Innovation Anywhere, TEDx Talk, Part 1

There’s been a lot of talk about innovation, maybe too much talk. A lot of the talk about innovation is about innovation in big businesses like Apple, Google, Facebook or Twitter and a lot of the talk is about innovation in the United States or Silicon Valley.

That’s all fine, but really intrigues me is what happens if you don't live in a big city? What happens if you don’t live in the middle of Silicon Valley? What about regional innovation? What happens if you live in Australia – somewhere like Tin Can Bay, Gympie or Buderim where I live? What do you do?

So what I am interested in is this: how do you do innovation anywhere, absolutely anywhere? Somewhere like this is a little island of the south coast of Iceland. Slightly remote. And possibly not the place you might think is going to be the most fertile ground for innovation. Well, let’s see, we will come back to Iceland later on.

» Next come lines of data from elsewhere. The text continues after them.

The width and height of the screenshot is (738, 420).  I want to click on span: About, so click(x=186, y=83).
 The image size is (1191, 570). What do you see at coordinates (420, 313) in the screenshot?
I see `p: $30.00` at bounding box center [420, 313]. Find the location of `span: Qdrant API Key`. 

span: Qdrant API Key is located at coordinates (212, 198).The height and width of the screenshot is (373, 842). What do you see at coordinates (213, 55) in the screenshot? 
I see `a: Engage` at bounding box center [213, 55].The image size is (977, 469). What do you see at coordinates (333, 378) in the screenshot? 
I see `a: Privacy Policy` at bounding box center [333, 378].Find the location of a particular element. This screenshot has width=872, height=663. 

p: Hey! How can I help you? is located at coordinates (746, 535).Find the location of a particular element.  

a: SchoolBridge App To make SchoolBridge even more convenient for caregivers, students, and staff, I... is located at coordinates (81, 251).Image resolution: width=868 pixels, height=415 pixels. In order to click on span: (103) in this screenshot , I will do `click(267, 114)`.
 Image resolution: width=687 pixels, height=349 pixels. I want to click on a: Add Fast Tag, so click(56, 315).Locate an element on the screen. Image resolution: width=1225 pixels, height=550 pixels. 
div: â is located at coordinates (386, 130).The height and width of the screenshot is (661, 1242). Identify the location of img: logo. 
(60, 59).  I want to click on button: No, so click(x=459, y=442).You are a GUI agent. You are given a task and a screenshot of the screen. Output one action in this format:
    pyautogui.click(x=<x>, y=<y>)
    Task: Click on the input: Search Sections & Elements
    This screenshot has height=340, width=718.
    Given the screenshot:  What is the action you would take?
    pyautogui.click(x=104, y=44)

So for me, I am really passionate about innovation and startups particularly. I have started 3 startups and of my own worked with over 100 startups and I think I am beginning to spot a pattern! I have worked with people designing handbags to people working with nanotechnology. So that is quite a spread of people and businesses. I am really into startups because they are exciting, optimistic and there is lots of energy at that stage – everything is possible.

And often for the founders those businesses are an extension of their personality and their passion. Many of those founders are trying to make their own little dent in the universe; they are trying to make a bit of a difference. So that’s why I like startups and startups at an individual level are pretty important.

Startups biggest net job creators

But startups are also amazingly important at a community level. A recent study from the Kauffman Foundation in the US found that over the last 30 years or so startups have been the biggest net generator of jobs, on average around 3 million jobs per year. So startups are the biggest net generators of jobs, not big companies.

Startups are important for all of us – individuals and communities. But ignoring all that for a second, if you were thinking of conventional wisdom and were thinking about ‘where do I start?’ the top four places in the world that you might think of could be Silicon Valley, London, New York and even Toronto. They are amongst the top places in the world to start a business according to all the research and conventional wisdom. They are all great places.

I lived in London for about 5 years and used to do a lot of business in Toronto, New York and visited Silicon Valley several times. But I choose to live here because of the lifestyle and this is where I want to be.

So what should we do? Should we all pack our bags and say goodbye to our husband or wife, our kids and the cat or dog and head off to Silicon Valley because that’s where we have to be? Well maybe not, maybe we actually quite like being here.

We don’t all have to be in one of these hotspots: but can we learn from these places? The answer is ‘Yes, of course we can.’ We can learn if we look at these places in a different way, as we can with many things in life.

Lessons from the Rainforest

These two guys are venture capitalists from Silicon Valley – Victor Hwang and Greg Horowitt and they recently wrote a book called The Rainforest. What the Rainforest says is that Silicon Valley is not just a collection of buildings, it’s all about people. They use the analogy of Silicon Valley as a rainforest – it’s a lush place, there is water running through it, it’s fertile, there is diversity and in fact it is one big ecosystem. And it’s not just an analogy – we are all humans in an ecological system and it’s real. The key to understanding is that all the elements of the rainforest – in business terms, the entrepreneurs, the knowledge, the wisdom, experience, contacts, money, lawyers and so on – all those elements need to come together so that they are stronger together. They are more than the sum of the parts – and that is the ecosystem idea.

This is what communities across the world – often in unlikely locations – are learning from and planting their own mini rainforests, and we can do this here as well.

Continued in Blog Part 2

Edited transcript of TEDx Gympie presentation. Full presentation can be viewed on Youtube.